It has been an extremely busy year for me, busier then I think I have ever been in my life.
As I get older I seem to become more focused. I see a vast world in front of me I did not know how to dissect or investigate when I was younger. Sex seemed to rule supreme and dominated most of my existence. It seemed enough to sustain me. Not to say my desire has changed, but seems to have migrated from a physical activity now more to an emotional state. I feel I am becoming introverted, perhaps more introspective in the way I look at my self and those that surround me. I peruse those things that are more meaningful to me now, seemingly with more passion, perhaps trying to figure it’s relevance to my meager existence. In the beginning I feared my difference and mostly chose to remain hidden, to lurk in sort of the shadow of the world that surrounded me. I grew up on a cattle ranch in the mountains of Western Montana and Montana is where I choose still to remain. Now that the flurry of summer activity is beginning to wane and as I finish up my last wedding project of the season I am being drawn back into this project I started last year.
I have spent the last couple of weeks resolving issues I have been struggling with to maintain the site and move it forward. On Monday it will migrate to a new operation system and hopefully become more manageable.
This morning I pulled an old book down from the shelf Men for Men: Homoeroticism and Male Homosexuality in the History of Photography Since 1840 by Pierre Borhan and as I sat in the crisp morning light of my garden, listening to the trickle of the water from the creek at my feet, I begin to realize the journey of our culture, which was once clandestine, now has become something so common that we take it for granted. What was once a punishable offense, to dabble in such arts, is now revered with a liberation of personal expression. But I see and realize in my heart it is something I still revere as sensational. I see the importance of my connection to this project and it is time once again to embrace it whole-heartedly.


* [WHAT IS NEEDED]:
Each line of the data that includes the string "cube" is to be copied out.

RAW DATA section start

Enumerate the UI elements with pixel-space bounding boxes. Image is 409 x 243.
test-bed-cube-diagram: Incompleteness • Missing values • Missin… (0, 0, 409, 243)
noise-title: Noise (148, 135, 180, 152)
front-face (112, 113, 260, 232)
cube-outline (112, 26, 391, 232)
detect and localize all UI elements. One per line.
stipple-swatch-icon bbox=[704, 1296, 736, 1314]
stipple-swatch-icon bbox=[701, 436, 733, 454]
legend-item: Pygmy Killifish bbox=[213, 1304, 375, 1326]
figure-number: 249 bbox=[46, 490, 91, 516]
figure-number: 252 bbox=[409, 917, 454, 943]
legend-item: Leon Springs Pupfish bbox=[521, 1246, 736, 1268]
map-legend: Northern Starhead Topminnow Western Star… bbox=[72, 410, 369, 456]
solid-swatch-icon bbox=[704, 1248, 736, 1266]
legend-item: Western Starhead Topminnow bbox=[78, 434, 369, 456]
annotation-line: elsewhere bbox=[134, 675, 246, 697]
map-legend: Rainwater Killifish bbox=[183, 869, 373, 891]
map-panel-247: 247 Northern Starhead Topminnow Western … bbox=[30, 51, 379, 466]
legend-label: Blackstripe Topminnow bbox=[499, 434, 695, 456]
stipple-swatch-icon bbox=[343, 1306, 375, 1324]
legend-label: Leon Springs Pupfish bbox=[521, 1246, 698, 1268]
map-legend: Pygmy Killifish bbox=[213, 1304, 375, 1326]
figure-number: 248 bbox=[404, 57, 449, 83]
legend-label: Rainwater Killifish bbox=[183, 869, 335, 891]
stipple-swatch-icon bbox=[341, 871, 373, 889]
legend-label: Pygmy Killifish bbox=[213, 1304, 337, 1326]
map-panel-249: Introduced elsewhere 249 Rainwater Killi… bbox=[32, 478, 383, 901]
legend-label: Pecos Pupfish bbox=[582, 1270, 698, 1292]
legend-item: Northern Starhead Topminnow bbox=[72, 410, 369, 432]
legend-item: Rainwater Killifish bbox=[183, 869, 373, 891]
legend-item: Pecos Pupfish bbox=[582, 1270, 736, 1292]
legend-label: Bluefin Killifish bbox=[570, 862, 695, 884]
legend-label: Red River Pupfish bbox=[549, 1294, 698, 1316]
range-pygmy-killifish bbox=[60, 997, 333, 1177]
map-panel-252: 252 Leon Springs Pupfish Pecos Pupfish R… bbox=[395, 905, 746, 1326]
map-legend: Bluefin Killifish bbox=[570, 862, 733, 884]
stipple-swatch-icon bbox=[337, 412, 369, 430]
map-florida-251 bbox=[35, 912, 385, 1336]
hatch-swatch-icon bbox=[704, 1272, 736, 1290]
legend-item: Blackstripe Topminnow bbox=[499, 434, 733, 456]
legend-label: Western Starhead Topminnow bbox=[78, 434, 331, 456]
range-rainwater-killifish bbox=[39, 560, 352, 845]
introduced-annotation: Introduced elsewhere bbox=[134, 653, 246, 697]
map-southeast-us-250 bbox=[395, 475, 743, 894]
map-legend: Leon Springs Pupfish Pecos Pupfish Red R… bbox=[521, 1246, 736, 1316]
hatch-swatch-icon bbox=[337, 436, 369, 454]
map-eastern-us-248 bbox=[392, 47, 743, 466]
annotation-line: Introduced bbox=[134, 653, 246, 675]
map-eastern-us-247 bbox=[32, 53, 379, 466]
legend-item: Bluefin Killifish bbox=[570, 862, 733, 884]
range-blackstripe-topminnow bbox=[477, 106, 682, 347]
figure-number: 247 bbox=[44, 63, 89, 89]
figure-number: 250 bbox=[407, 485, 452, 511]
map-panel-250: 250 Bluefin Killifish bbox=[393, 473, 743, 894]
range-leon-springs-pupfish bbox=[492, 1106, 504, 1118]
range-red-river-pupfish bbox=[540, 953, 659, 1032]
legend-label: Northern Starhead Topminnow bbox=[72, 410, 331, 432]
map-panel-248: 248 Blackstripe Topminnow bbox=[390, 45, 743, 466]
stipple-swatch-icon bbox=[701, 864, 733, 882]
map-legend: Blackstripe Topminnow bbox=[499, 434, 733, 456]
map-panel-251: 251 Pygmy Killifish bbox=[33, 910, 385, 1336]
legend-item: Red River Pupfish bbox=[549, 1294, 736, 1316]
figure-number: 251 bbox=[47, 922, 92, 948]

RAW DATA section end
RAW DATA section start

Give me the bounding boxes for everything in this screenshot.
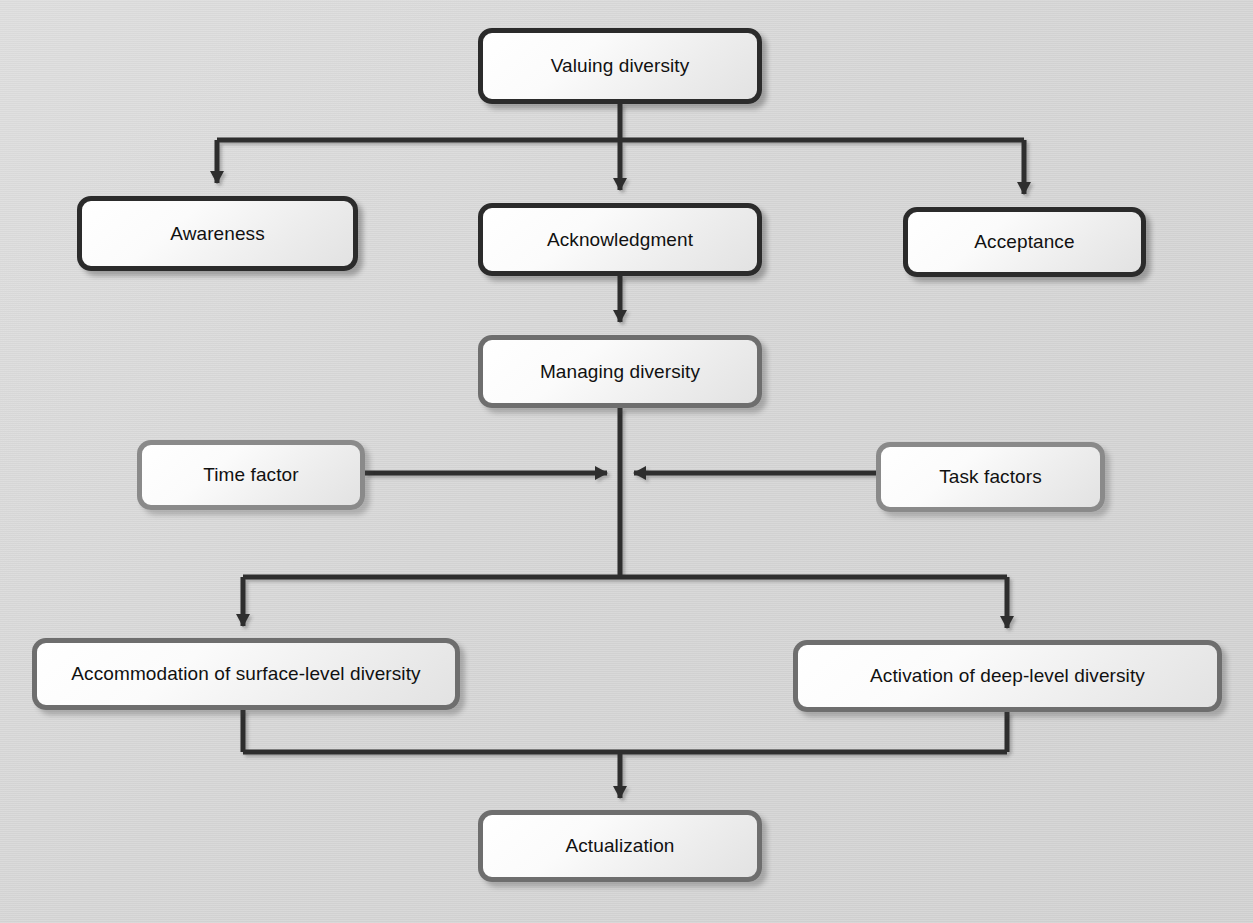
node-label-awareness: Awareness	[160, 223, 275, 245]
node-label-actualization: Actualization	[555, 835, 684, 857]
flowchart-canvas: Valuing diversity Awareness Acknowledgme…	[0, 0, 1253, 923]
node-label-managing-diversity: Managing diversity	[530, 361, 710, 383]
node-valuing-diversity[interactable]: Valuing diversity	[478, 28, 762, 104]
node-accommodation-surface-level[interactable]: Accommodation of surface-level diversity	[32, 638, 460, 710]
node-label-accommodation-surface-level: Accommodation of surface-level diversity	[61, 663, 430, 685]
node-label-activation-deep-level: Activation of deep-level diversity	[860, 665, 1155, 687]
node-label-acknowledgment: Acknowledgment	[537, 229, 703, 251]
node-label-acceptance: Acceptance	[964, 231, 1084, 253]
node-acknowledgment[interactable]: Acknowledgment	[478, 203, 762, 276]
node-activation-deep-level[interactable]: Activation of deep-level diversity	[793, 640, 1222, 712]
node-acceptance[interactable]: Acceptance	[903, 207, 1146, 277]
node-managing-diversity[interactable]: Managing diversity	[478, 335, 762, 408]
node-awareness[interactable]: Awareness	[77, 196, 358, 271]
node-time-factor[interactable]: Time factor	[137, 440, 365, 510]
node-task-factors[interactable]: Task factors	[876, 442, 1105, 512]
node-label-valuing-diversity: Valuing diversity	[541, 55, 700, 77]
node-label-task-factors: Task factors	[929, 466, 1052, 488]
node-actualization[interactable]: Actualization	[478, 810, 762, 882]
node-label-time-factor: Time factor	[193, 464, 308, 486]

RAW DATA section end

* [RESULT FOR THIS TASK]:
test-bed-cube-diagram: Incompleteness • Missing values • Missin… (0, 0, 409, 243)
cube-outline (112, 26, 391, 232)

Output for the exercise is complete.